Realtime
compliant Dynamic Memory Management
In many realtime embedded systems, you do not want to use dynamic
memory management via the standard C library functions malloc() and
free(). Moreover, in certain secure environments you are not allowed to
use those functions. The main reason for not using heap functions is
fragmentation: after allocating and freeing chunks of memory, the heap
gets cluttered with areas which are in use, and areas which are free
and it becomes more and more difficult to find a suitable area for some
object or structure which must be allocated at runtime.
Instead of using the heap, the OO RTX offers static pools for various purposes:
- a static pool for events. The size of this pool can be specified
in your Rhapsody model via a property and its usage can be monitored
via a high water mark.
- a static pool for timeouts. Each tm() you are specifying in your
Rhapsody model results in a timeout structure which is kept in a static
pool. Thesize of this pool can be specified via a property and its usage can be monitored via a high water mark.
- three static buffer pools; one for small-, for medium- and large
chunks. The number of elements in each pool as well as the size of a
small, medium and large block can be configured via properties. The
usage of the pools can be monitored via high water marks.
If you want to prevent the use of these pools, you should override the property CG::Event::BaseNumberOfInstances so it has no value.
In the profile which comes with your product, we have provided a stereotype called StaticComponent,
which sets certain properties in Rhapsody to use the dynamic memory
functions of the OO RTX which work on the three buffer pools. Next to
that, any call to malloc() and free() is mapped onto the appropiate
equivalent via macros which are included in the generated sources and
OO RTX.
When allocating a chunk, the function which operates on the buffer
pools tries to allocate the chunk in the pool which matches the size
needed; thsi way we try to prevent fragmentation.
Events
The pool for the events is actually a pool for pointers to events: the
size of an event will vary depending if you are using arguments in
events. So the pointer array is allocated staticly. The events itself
are allocated in the buffer pools: depending on any object you allocate
dynamically you might want to finetune the size of the elements in the
small buffer to the size of your largest event.
Timeouts
The timeouts are stored in their static pool. Because the size of a
timeout structure is always the same, the pool itself holds the
timeouts. A timeout is actually translated into an event: the timeout
structure itself remains in the timeout pool, but its address is
inserted in the event (pointer) pool.
Objects
You may use singletons in your Rhapsody model or use the three static
pools (small, medium and large buffers) for allocation of your objects. It is also possible to use a
mixture of static and dynamic memory: you can disable the
constant NO_MALLOC
which prevents the memory management of the OO RTX of calling malloc()

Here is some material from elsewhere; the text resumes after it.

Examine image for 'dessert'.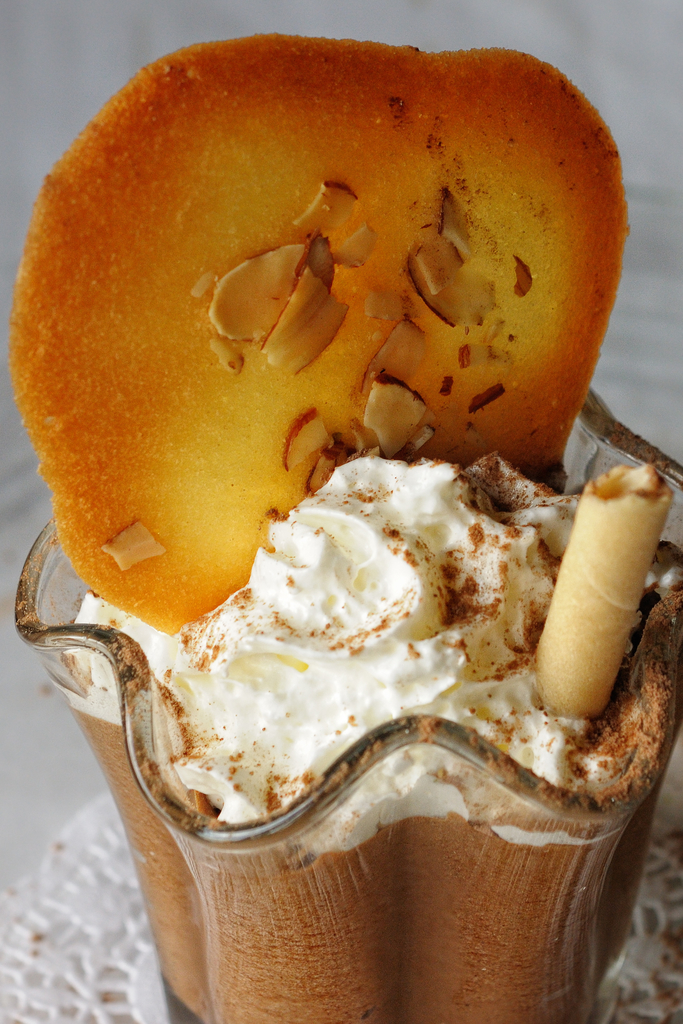
Examination result: bbox=(37, 150, 671, 924).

when a static buffer pool is exhausted. If you inspect the memory map
file created by the linker (verify the settings in your IDE to create
one), you can calculate the size of your objects - provided you
start with static allocated objects
- and see if you can finetune the dimensions of your three static
buffer pools. You can use the high water marks to verify how much these
are used at runtime.
Mapping malloc() and free()
If you have defined NO_MALLOC (e.g. by selecting the
StaticComponent stereotype), malloc() and free() will be mapped to
RiCAllocator_getMemory() and RiCAllocator_returnMemory(). This means
also if you use malloc() and free() in your Rhapsody user code, these
will be mapped to the static pools. You should check you mapfile in
your project to be sure, malloc and free are not used anymore.
Please note: Mapping of realloc is currently not supported, because the
stdlib.h function just needs pointer and new size as arguments, but
RiCAllocator_reallocMemory expects three arguments: the pointer,
current size and new size. Also calloc is not being mapped.
If you want to work with NO_MALLOC defined but need to deactivate the
mapping of malloc() and free(), make sure to define the macro WST_DO_NOT_MAP_MALLOC.